THE TASK.
Starting at the first line of the data below, write out each line exactly until you reach the line containing "Task: Click on the staff", and include that line too.

TASK DATA.
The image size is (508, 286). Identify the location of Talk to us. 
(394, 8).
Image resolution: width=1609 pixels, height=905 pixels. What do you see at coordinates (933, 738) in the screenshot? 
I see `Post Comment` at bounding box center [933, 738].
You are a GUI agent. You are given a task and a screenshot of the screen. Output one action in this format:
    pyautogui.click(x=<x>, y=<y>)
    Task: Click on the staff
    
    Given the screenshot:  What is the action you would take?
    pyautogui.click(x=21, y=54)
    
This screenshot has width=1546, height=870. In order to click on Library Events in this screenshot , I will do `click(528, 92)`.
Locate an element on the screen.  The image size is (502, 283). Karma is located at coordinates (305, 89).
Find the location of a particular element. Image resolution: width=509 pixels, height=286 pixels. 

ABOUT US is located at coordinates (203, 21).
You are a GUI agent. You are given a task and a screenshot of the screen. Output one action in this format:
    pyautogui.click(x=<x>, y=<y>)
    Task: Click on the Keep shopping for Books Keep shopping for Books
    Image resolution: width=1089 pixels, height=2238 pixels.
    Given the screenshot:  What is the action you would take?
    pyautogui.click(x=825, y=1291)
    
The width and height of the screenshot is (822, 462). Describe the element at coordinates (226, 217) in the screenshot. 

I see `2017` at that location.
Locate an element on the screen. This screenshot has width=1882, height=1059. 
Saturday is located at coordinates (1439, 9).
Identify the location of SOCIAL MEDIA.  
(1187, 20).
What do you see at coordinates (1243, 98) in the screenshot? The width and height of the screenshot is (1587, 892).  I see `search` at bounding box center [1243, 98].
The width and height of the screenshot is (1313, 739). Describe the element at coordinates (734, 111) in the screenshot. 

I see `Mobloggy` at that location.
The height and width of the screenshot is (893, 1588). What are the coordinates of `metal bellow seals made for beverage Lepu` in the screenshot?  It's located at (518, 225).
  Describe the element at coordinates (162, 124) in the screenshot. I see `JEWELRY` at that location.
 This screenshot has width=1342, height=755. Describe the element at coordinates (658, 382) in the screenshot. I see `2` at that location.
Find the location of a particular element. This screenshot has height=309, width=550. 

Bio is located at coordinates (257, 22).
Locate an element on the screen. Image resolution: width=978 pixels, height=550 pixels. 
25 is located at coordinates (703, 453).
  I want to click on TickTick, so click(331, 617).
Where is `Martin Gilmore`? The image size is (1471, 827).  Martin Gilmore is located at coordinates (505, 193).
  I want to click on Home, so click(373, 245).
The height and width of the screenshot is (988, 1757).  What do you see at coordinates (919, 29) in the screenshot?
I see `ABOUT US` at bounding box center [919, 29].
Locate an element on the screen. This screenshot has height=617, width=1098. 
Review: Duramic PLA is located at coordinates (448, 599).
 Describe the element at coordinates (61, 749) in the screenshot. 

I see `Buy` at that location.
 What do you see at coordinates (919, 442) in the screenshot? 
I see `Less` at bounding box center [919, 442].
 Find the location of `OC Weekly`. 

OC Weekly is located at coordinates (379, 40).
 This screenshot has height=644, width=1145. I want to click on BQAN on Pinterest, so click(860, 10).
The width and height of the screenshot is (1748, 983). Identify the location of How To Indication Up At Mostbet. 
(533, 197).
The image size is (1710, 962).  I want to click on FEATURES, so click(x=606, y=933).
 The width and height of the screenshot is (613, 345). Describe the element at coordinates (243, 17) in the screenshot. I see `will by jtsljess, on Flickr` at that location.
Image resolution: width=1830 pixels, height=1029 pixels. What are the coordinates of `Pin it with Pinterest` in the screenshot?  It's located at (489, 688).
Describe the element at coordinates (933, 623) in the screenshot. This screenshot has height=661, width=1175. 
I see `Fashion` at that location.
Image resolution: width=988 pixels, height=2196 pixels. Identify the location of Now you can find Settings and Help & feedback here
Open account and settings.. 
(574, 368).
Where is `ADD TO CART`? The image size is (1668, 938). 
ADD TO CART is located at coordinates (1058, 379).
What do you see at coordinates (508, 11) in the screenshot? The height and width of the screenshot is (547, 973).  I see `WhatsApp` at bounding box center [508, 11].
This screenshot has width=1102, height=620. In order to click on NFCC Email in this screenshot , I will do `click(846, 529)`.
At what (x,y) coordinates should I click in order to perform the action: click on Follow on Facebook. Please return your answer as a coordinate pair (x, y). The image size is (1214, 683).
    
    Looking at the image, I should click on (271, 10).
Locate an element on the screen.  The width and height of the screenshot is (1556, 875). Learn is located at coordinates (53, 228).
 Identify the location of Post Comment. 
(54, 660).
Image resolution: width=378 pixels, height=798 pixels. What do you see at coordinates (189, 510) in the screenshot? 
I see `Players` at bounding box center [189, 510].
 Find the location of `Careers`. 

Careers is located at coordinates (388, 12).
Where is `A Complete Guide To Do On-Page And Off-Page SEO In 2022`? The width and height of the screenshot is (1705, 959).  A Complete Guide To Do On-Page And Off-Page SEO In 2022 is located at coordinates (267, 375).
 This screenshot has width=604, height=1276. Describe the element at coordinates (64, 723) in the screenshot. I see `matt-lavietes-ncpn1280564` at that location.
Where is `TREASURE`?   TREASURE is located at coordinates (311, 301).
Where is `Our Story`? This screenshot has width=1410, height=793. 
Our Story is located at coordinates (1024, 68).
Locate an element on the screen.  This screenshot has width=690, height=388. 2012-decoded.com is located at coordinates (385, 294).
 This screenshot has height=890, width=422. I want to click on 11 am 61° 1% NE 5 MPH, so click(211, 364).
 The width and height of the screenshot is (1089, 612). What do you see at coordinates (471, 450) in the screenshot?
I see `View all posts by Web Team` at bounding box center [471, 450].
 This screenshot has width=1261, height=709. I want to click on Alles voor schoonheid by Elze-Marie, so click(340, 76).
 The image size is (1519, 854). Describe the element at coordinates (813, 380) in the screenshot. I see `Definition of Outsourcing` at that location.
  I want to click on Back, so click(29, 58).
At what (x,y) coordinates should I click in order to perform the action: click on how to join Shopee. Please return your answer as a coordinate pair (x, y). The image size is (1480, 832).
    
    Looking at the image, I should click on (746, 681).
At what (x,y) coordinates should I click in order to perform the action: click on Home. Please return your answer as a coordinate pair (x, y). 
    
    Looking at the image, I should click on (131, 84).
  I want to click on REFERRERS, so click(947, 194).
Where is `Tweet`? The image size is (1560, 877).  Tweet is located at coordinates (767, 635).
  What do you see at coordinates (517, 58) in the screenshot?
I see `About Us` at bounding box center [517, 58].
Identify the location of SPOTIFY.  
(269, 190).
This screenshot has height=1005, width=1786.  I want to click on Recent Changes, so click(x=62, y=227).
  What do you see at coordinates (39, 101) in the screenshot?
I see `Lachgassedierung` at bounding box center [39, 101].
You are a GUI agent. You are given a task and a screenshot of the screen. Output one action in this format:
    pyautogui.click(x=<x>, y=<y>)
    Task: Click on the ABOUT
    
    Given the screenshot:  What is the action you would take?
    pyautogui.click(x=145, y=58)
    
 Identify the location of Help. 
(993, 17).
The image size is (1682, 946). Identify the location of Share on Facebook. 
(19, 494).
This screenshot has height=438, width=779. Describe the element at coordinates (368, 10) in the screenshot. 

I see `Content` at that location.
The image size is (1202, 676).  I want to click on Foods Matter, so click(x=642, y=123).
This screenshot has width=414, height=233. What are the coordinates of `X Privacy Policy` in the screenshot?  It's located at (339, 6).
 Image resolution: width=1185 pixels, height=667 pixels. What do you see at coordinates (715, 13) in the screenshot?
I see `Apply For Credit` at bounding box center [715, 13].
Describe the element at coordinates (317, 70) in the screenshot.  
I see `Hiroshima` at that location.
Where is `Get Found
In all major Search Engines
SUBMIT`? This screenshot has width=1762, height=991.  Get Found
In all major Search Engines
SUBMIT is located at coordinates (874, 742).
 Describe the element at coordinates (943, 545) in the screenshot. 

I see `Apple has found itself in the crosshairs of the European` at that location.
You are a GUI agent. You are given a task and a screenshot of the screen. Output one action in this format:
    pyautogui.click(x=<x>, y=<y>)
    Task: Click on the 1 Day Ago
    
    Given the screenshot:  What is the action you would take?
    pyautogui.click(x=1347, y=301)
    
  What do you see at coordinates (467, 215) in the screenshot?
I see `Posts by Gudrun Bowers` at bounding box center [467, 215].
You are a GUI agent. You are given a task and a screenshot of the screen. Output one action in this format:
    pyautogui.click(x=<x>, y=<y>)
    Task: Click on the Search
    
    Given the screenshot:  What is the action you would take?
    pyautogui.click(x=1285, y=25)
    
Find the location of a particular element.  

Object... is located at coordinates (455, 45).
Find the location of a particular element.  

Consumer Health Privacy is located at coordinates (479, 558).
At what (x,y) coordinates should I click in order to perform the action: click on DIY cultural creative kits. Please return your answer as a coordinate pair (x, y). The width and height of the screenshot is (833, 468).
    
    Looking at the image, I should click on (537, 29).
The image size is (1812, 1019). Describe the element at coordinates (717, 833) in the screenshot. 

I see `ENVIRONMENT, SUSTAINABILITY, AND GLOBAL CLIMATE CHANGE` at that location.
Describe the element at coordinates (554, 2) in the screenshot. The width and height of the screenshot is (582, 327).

COMPLETED EXERCISE.
The image size is (508, 286). Identify the location of Talk to us. 
(394, 8).
Image resolution: width=1609 pixels, height=905 pixels. What do you see at coordinates (933, 738) in the screenshot? 
I see `Post Comment` at bounding box center [933, 738].
You are a GUI agent. You are given a task and a screenshot of the screen. Output one action in this format:
    pyautogui.click(x=<x>, y=<y>)
    Task: Click on the staff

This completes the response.